The transition from a traditional distribution utility to a Distribution System Operator (DSO) presents fundamental operational challenges: how do utilities make faster, more complex decisions while managing distributed energy resources, real-time grid conditions, and increasing regulatory requirements? And how do operators, engineers, planners, and leaders across the organization access the right information at the right time to make those decisions?
In this session, Young Ngo (President, Themis Intelligence and CTO, Survalent) and Jeff Mocha (Chief Operations and Electrification Officer, OEC and Oakville Hydro) examine these challenges facing utilities in the DSO era. The core problem is twofold: operational and enterprise data remains fragmented across OT and IT systems, operational procedures, and regulatory requirements, while the introduction of AI capabilities raises questions about trust, control, and accountability in critical infrastructure decisions.
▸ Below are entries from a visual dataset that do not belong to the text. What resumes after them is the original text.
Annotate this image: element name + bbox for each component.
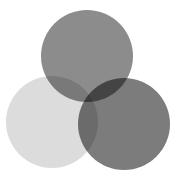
venn-diagram <box>0 0 186 181</box>
circle-right <box>78 78 170 170</box>
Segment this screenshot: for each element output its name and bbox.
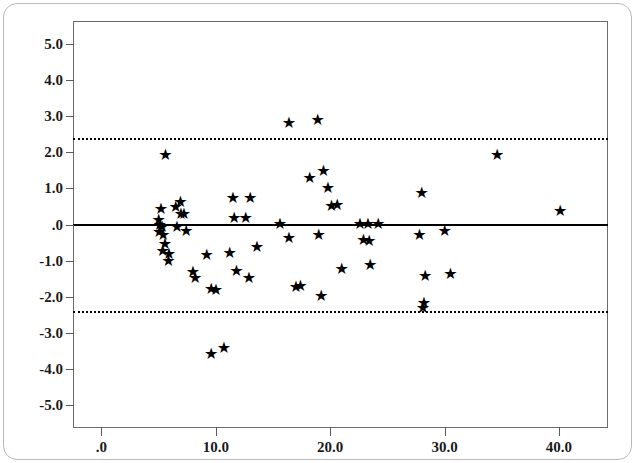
data-point-marker: ★ (158, 147, 172, 163)
data-point-marker: ★ (250, 239, 264, 255)
x-axis-tick (101, 427, 102, 436)
upper-limit-of-agreement (73, 138, 608, 140)
data-point-marker: ★ (321, 180, 335, 196)
y-axis-tick (66, 369, 74, 370)
y-axis-tick (66, 152, 74, 153)
x-axis-tick (330, 427, 331, 436)
x-axis-tick-label: 10.0 (203, 439, 229, 456)
data-point-marker: ★ (217, 340, 231, 356)
data-point-marker: ★ (222, 245, 236, 261)
y-axis-tick-label: -4.0 (11, 361, 63, 378)
y-axis-tick-label: .0 (11, 216, 63, 233)
data-point-marker: ★ (238, 210, 252, 226)
data-point-marker: ★ (362, 233, 376, 249)
data-point-marker: ★ (371, 216, 385, 232)
y-axis-tick (66, 188, 74, 189)
data-point-marker: ★ (312, 227, 326, 243)
y-axis-tick-label: 5.0 (11, 35, 63, 52)
data-point-marker: ★ (437, 223, 451, 239)
data-point-marker: ★ (243, 190, 257, 206)
data-point-marker: ★ (314, 288, 328, 304)
data-point-marker: ★ (282, 230, 296, 246)
data-point-marker: ★ (302, 170, 316, 186)
x-axis-tick (445, 427, 446, 436)
x-axis-tick (559, 427, 560, 436)
figure-container: ★★★★★★★★★★★★★★★★★★★★★★★★★★★★★★★★★★★★★★★★… (0, 0, 635, 463)
data-point-marker: ★ (161, 253, 175, 269)
x-axis-tick-label: 40.0 (546, 439, 572, 456)
data-point-marker: ★ (490, 147, 504, 163)
x-axis-tick (216, 427, 217, 436)
plot-frame: ★★★★★★★★★★★★★★★★★★★★★★★★★★★★★★★★★★★★★★★★… (73, 21, 608, 428)
y-axis-tick-label: -5.0 (11, 397, 63, 414)
data-point-marker: ★ (330, 197, 344, 213)
data-point-marker: ★ (334, 261, 348, 277)
x-axis-tick-label: .0 (96, 439, 107, 456)
y-axis-tick-label: 3.0 (11, 108, 63, 125)
data-point-marker: ★ (443, 266, 457, 282)
data-point-marker: ★ (188, 270, 202, 286)
data-point-marker: ★ (200, 247, 214, 263)
data-point-marker: ★ (416, 300, 430, 316)
y-axis-tick (66, 405, 74, 406)
data-point-marker: ★ (415, 185, 429, 201)
y-axis-tick (66, 116, 74, 117)
data-point-marker: ★ (363, 257, 377, 273)
y-axis-tick (66, 261, 74, 262)
y-axis-tick (66, 297, 74, 298)
x-axis-tick-label: 30.0 (431, 439, 457, 456)
y-axis-tick (66, 225, 74, 226)
y-axis-tick (66, 333, 74, 334)
data-point-marker: ★ (179, 223, 193, 239)
data-point-marker: ★ (316, 163, 330, 179)
y-axis-tick-label: -2.0 (11, 288, 63, 305)
data-point-marker: ★ (553, 203, 567, 219)
data-point-marker: ★ (282, 115, 296, 131)
data-point-marker: ★ (293, 278, 307, 294)
x-axis-tick-label: 20.0 (317, 439, 343, 456)
y-axis-tick-label: -3.0 (11, 324, 63, 341)
y-axis-tick-label: 2.0 (11, 144, 63, 161)
y-axis-tick (66, 80, 74, 81)
data-point-marker: ★ (242, 270, 256, 286)
data-point-marker: ★ (310, 112, 324, 128)
lower-limit-of-agreement (73, 311, 608, 313)
data-point-marker: ★ (412, 227, 426, 243)
y-axis-tick-label: 1.0 (11, 180, 63, 197)
y-axis-tick-label: -1.0 (11, 252, 63, 269)
data-point-marker: ★ (418, 268, 432, 284)
y-axis-tick-label: 4.0 (11, 71, 63, 88)
data-point-marker: ★ (226, 190, 240, 206)
y-axis-tick (66, 44, 74, 45)
data-point-marker: ★ (209, 282, 223, 298)
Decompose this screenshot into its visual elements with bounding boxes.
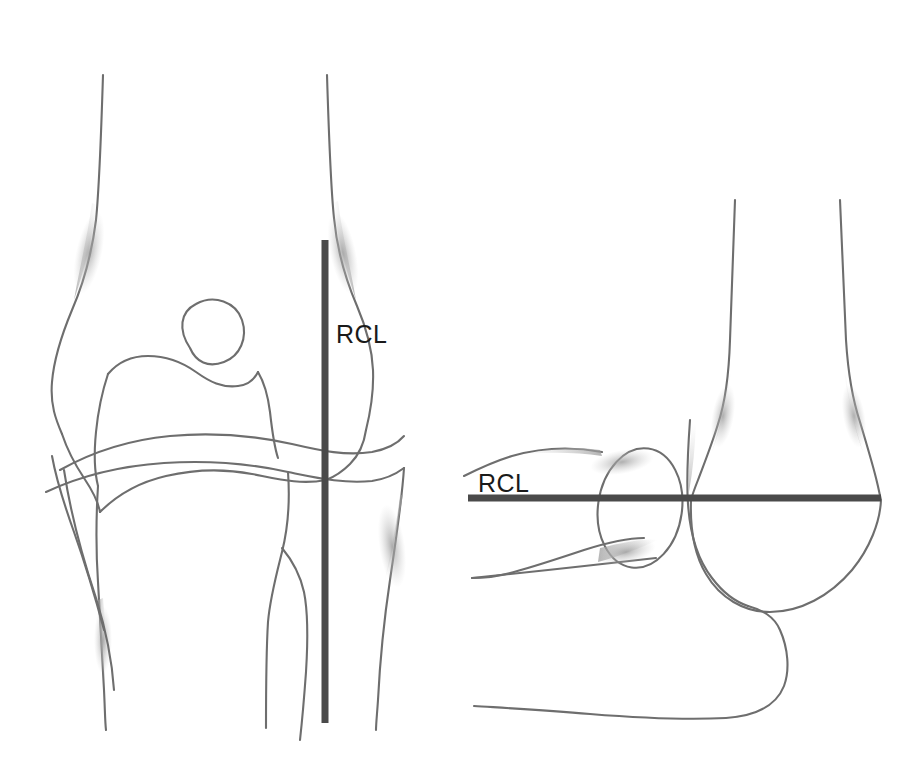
rcl-label-ap: RCL <box>336 320 387 348</box>
ulna-shaft-shading-blob <box>94 606 112 674</box>
elbow-rcl-figure: RCL <box>0 0 903 762</box>
figure-background <box>0 0 903 762</box>
elbow-diagram-svg: RCL <box>0 0 903 762</box>
rcl-label-lateral: RCL <box>478 469 529 497</box>
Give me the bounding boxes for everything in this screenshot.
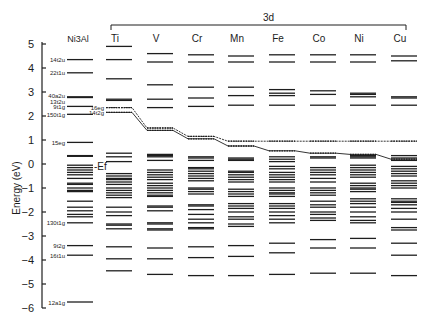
column-header-cr: Cr [192, 33, 203, 44]
orbital-label: 14t2u [50, 57, 65, 63]
orbital-label: 9t1g [53, 104, 65, 110]
orbital-label: 130t1g [47, 220, 65, 226]
column-header-ni: Ni [354, 33, 363, 44]
column-header-fe: Fe [272, 33, 284, 44]
y-tick-label: 4 [28, 62, 34, 74]
diagram-canvas: 543210−1−2−3−4−5−6Energy (eV) 3dNi3AlTiV… [0, 0, 435, 327]
orbital-label: 15eg [52, 140, 65, 146]
connector-traces [106, 108, 417, 160]
group-label: 3d [263, 12, 274, 23]
energy-level-diagram: 543210−1−2−3−4−5−6Energy (eV) 3dNi3AlTiV… [0, 0, 435, 327]
y-tick-label: −2 [21, 206, 34, 218]
orbital-label: 14t2g [89, 110, 104, 116]
column-cr [188, 55, 214, 276]
energy-levels [67, 46, 417, 302]
orbital-label: 9t2g [53, 243, 65, 249]
y-tick-label: −5 [21, 278, 34, 290]
y-tick-label: 5 [28, 38, 34, 50]
group-bracket [111, 25, 406, 30]
column-header-ti: Ti [111, 33, 119, 44]
lower-solid-trace [106, 112, 417, 159]
y-tick-label: 3 [28, 86, 34, 98]
column-header-cu: Cu [394, 33, 407, 44]
orbital-label: 12a1g [48, 300, 65, 306]
orbital-label: 22t1u [50, 70, 65, 76]
upper-dotted-trace [106, 108, 417, 142]
column-header-ni3al: Ni3Al [67, 34, 89, 44]
y-axis: 543210−1−2−3−4−5−6Energy (eV) [11, 38, 46, 314]
y-axis-label: Energy (eV) [11, 161, 22, 214]
fermi-level-label: -Ef [94, 161, 107, 172]
column-header-mn: Mn [230, 33, 244, 44]
column-mn [228, 56, 254, 276]
column-header-co: Co [313, 33, 326, 44]
column-header-v: V [153, 33, 160, 44]
y-tick-label: 2 [28, 110, 34, 122]
level-labels: 14t2u22t1u40a2u13t2u9t1g150t1g15eg130t1g… [47, 57, 107, 305]
y-tick-label: 1 [28, 134, 34, 146]
y-tick-label: −1 [21, 182, 34, 194]
orbital-label: 16t1u [50, 253, 65, 259]
column-v [147, 54, 173, 275]
y-tick-label: 0 [28, 158, 34, 170]
column-co [310, 55, 336, 273]
y-tick-label: −4 [21, 254, 34, 266]
y-tick-label: −3 [21, 230, 34, 242]
column-headers: 3dNi3AlTiVCrMnFeCoNiCu [67, 12, 406, 44]
column-ti [106, 46, 132, 270]
column-fe [269, 55, 295, 275]
column-ni [350, 55, 376, 273]
y-tick-label: −6 [21, 302, 34, 314]
column-ni3al [67, 60, 93, 302]
column-cu [391, 56, 417, 276]
orbital-label: 150t1g [47, 112, 65, 118]
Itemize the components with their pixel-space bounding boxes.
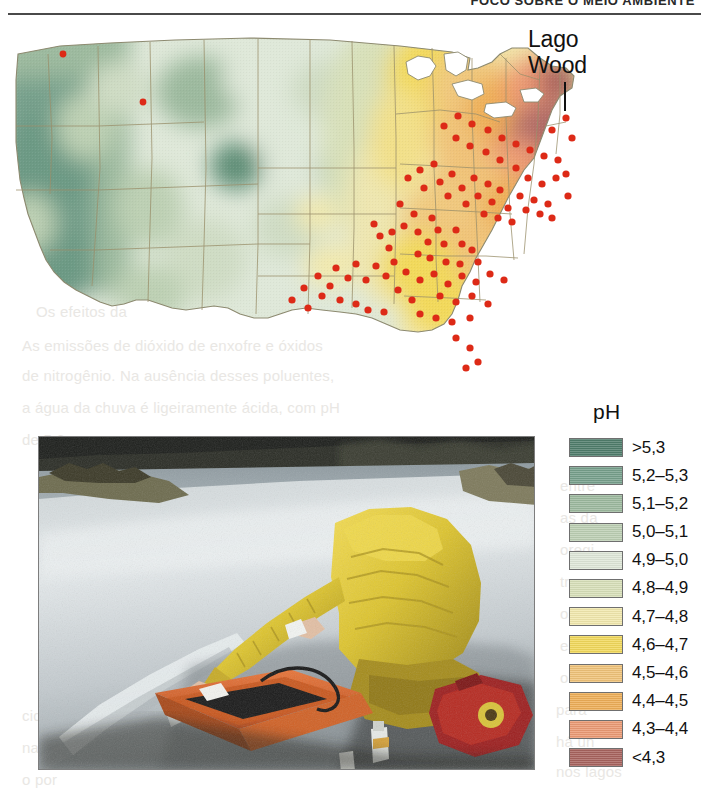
legend-entry: 4,6–4,7 (569, 633, 709, 656)
legend-entry: 4,4–4,5 (569, 690, 709, 713)
lago-wood-callout: Lago Wood (528, 26, 587, 78)
legend-label: 4,7–4,8 (632, 607, 688, 627)
callout-line-2: Wood (528, 52, 587, 78)
legend-swatch (569, 494, 623, 513)
legend-swatch (569, 551, 623, 570)
legend-label: 4,3–4,4 (632, 719, 688, 739)
legend-label: 4,9–5,0 (632, 550, 688, 570)
legend-swatch (569, 635, 623, 654)
legend-entry: 4,9–5,0 (569, 549, 709, 572)
callout-leader-line (564, 82, 566, 111)
legend-label: 5,0–5,1 (632, 522, 688, 542)
legend-entry: 5,0–5,1 (569, 521, 709, 544)
legend-entry: 5,2–5,3 (569, 464, 709, 487)
legend-entry: >5,3 (569, 436, 709, 459)
legend-entry: 4,8–4,9 (569, 577, 709, 600)
legend-entry: 4,7–4,8 (569, 605, 709, 628)
legend-swatch (569, 664, 623, 683)
legend-entry: 4,5–4,6 (569, 662, 709, 685)
legend-swatch (569, 438, 623, 457)
legend-label: 4,6–4,7 (632, 635, 688, 655)
precipitation-ph-map (0, 18, 600, 408)
legend-entry: 5,1–5,2 (569, 492, 709, 515)
legend-label: <4,3 (632, 748, 665, 768)
legend-swatch (569, 692, 623, 711)
legend-label: 4,8–4,9 (632, 578, 688, 598)
legend-swatch (569, 748, 623, 767)
legend-label: 5,1–5,2 (632, 494, 688, 514)
legend-label: >5,3 (632, 438, 665, 458)
legend-label: 5,2–5,3 (632, 466, 688, 486)
legend-swatch (569, 466, 623, 485)
legend-entry: <4,3 (569, 746, 709, 769)
legend-rows: >5,35,2–5,35,1–5,25,0–5,14,9–5,04,8–4,94… (569, 436, 709, 769)
legend-label: 4,4–4,5 (632, 691, 688, 711)
legend-entry: 4,3–4,4 (569, 718, 709, 741)
legend-title: pH (593, 400, 709, 424)
ph-legend: pH >5,35,2–5,35,1–5,25,0–5,14,9–5,04,8–4… (569, 400, 709, 774)
running-head: FOCO SOBRE O MEIO AMBIENTE (0, 0, 709, 8)
field-sampling-photo (38, 436, 535, 770)
legend-label: 4,5–4,6 (632, 663, 688, 683)
callout-line-1: Lago (528, 26, 587, 52)
legend-swatch (569, 607, 623, 626)
header-rule-divider (8, 13, 701, 15)
legend-swatch (569, 523, 623, 542)
legend-swatch (569, 579, 623, 598)
legend-swatch (569, 720, 623, 739)
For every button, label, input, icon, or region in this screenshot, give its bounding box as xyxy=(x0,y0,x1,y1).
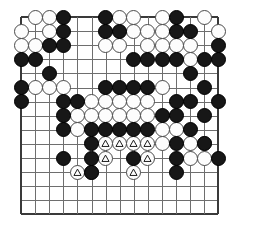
marked-white-stone[interactable] xyxy=(126,165,141,180)
black-stone[interactable] xyxy=(140,80,155,95)
black-stone[interactable] xyxy=(42,66,57,81)
marked-white-stone[interactable] xyxy=(70,165,85,180)
marked-white-stone[interactable] xyxy=(140,136,155,151)
white-stone[interactable] xyxy=(98,38,113,53)
black-stone[interactable] xyxy=(211,151,226,166)
white-stone[interactable] xyxy=(155,38,170,53)
black-stone[interactable] xyxy=(183,66,198,81)
black-stone[interactable] xyxy=(56,108,71,123)
white-stone[interactable] xyxy=(112,108,127,123)
white-stone[interactable] xyxy=(28,80,43,95)
black-stone[interactable] xyxy=(211,94,226,109)
black-stone[interactable] xyxy=(197,136,212,151)
black-stone[interactable] xyxy=(56,94,71,109)
black-stone[interactable] xyxy=(197,52,212,67)
black-stone[interactable] xyxy=(56,151,71,166)
white-stone[interactable] xyxy=(140,108,155,123)
goban[interactable] xyxy=(0,0,253,236)
black-stone[interactable] xyxy=(84,165,99,180)
white-stone[interactable] xyxy=(183,136,198,151)
black-stone[interactable] xyxy=(169,10,184,25)
white-stone[interactable] xyxy=(155,10,170,25)
black-stone[interactable] xyxy=(84,151,99,166)
black-stone[interactable] xyxy=(197,108,212,123)
black-stone[interactable] xyxy=(56,10,71,25)
marked-white-stone[interactable] xyxy=(126,136,141,151)
black-stone[interactable] xyxy=(28,52,43,67)
white-stone[interactable] xyxy=(42,10,57,25)
white-stone[interactable] xyxy=(155,24,170,39)
white-stone[interactable] xyxy=(183,38,198,53)
black-stone[interactable] xyxy=(56,24,71,39)
white-stone[interactable] xyxy=(84,94,99,109)
black-stone[interactable] xyxy=(70,94,85,109)
white-stone[interactable] xyxy=(42,80,57,95)
white-stone[interactable] xyxy=(98,94,113,109)
black-stone[interactable] xyxy=(197,80,212,95)
black-stone[interactable] xyxy=(183,94,198,109)
black-stone[interactable] xyxy=(169,151,184,166)
white-stone[interactable] xyxy=(140,38,155,53)
black-stone[interactable] xyxy=(140,52,155,67)
white-stone[interactable] xyxy=(140,24,155,39)
white-stone[interactable] xyxy=(28,38,43,53)
black-stone[interactable] xyxy=(126,80,141,95)
white-stone[interactable] xyxy=(28,10,43,25)
black-stone[interactable] xyxy=(155,108,170,123)
black-stone[interactable] xyxy=(112,80,127,95)
white-stone[interactable] xyxy=(112,10,127,25)
black-stone[interactable] xyxy=(56,38,71,53)
black-stone[interactable] xyxy=(84,122,99,137)
black-stone[interactable] xyxy=(169,52,184,67)
white-stone[interactable] xyxy=(84,108,99,123)
black-stone[interactable] xyxy=(98,10,113,25)
white-stone[interactable] xyxy=(169,38,184,53)
black-stone[interactable] xyxy=(126,151,141,166)
white-stone[interactable] xyxy=(70,108,85,123)
black-stone[interactable] xyxy=(169,165,184,180)
black-stone[interactable] xyxy=(98,24,113,39)
white-stone[interactable] xyxy=(197,10,212,25)
black-stone[interactable] xyxy=(14,94,29,109)
white-stone[interactable] xyxy=(140,94,155,109)
white-stone[interactable] xyxy=(98,108,113,123)
black-stone[interactable] xyxy=(56,122,71,137)
marked-white-stone[interactable] xyxy=(98,151,113,166)
marked-white-stone[interactable] xyxy=(98,136,113,151)
white-stone[interactable] xyxy=(70,122,85,137)
black-stone[interactable] xyxy=(211,52,226,67)
white-stone[interactable] xyxy=(211,24,226,39)
white-stone[interactable] xyxy=(14,38,29,53)
black-stone[interactable] xyxy=(98,122,113,137)
white-stone[interactable] xyxy=(197,151,212,166)
black-stone[interactable] xyxy=(169,136,184,151)
black-stone[interactable] xyxy=(84,136,99,151)
black-stone[interactable] xyxy=(112,122,127,137)
marked-white-stone[interactable] xyxy=(112,136,127,151)
white-stone[interactable] xyxy=(183,151,198,166)
black-stone[interactable] xyxy=(140,122,155,137)
white-stone[interactable] xyxy=(155,80,170,95)
marked-white-stone[interactable] xyxy=(140,151,155,166)
white-stone[interactable] xyxy=(169,122,184,137)
white-stone[interactable] xyxy=(14,24,29,39)
white-stone[interactable] xyxy=(56,80,71,95)
white-stone[interactable] xyxy=(42,24,57,39)
white-stone[interactable] xyxy=(126,108,141,123)
black-stone[interactable] xyxy=(126,52,141,67)
black-stone[interactable] xyxy=(169,94,184,109)
white-stone[interactable] xyxy=(112,38,127,53)
black-stone[interactable] xyxy=(112,24,127,39)
black-stone[interactable] xyxy=(155,52,170,67)
white-stone[interactable] xyxy=(155,136,170,151)
black-stone[interactable] xyxy=(183,24,198,39)
white-stone[interactable] xyxy=(126,24,141,39)
black-stone[interactable] xyxy=(183,122,198,137)
black-stone[interactable] xyxy=(211,38,226,53)
black-stone[interactable] xyxy=(98,80,113,95)
black-stone[interactable] xyxy=(14,52,29,67)
white-stone[interactable] xyxy=(183,52,198,67)
black-stone[interactable] xyxy=(14,80,29,95)
black-stone[interactable] xyxy=(42,38,57,53)
white-stone[interactable] xyxy=(155,122,170,137)
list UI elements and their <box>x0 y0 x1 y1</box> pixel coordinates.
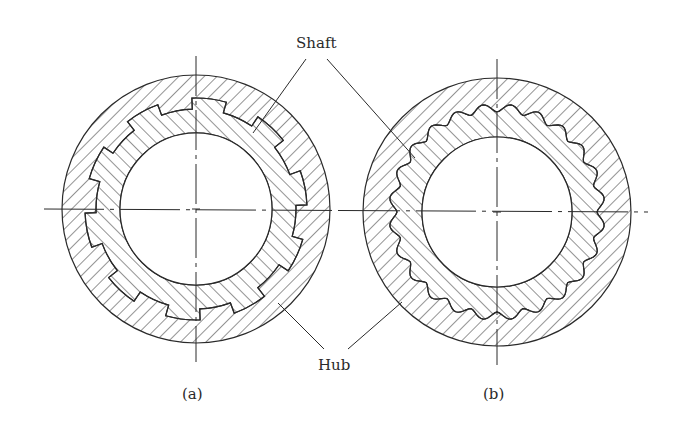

Key issues explored include:
The discussion introduces Human-Guided Intelligence (HGI) and the Utility Knowledge Base (UKB) as a framework for addressing these challenges, focusing on how AI can augment decision-making across the organization while maintaining appropriate human oversight. Using insights from the ongoing pilot at Oakville Hydro (OEC’s electricity distribution utility) as a reference point, the conversation explores what the DSO transition requires in practice: unifying siloed data, integrating AI without compromising operational safety, and building organizational confidence in new technologies. Attendees will gain perspective on the strategic and technical considerations utilities face when evaluating AI adoption for DSO operations.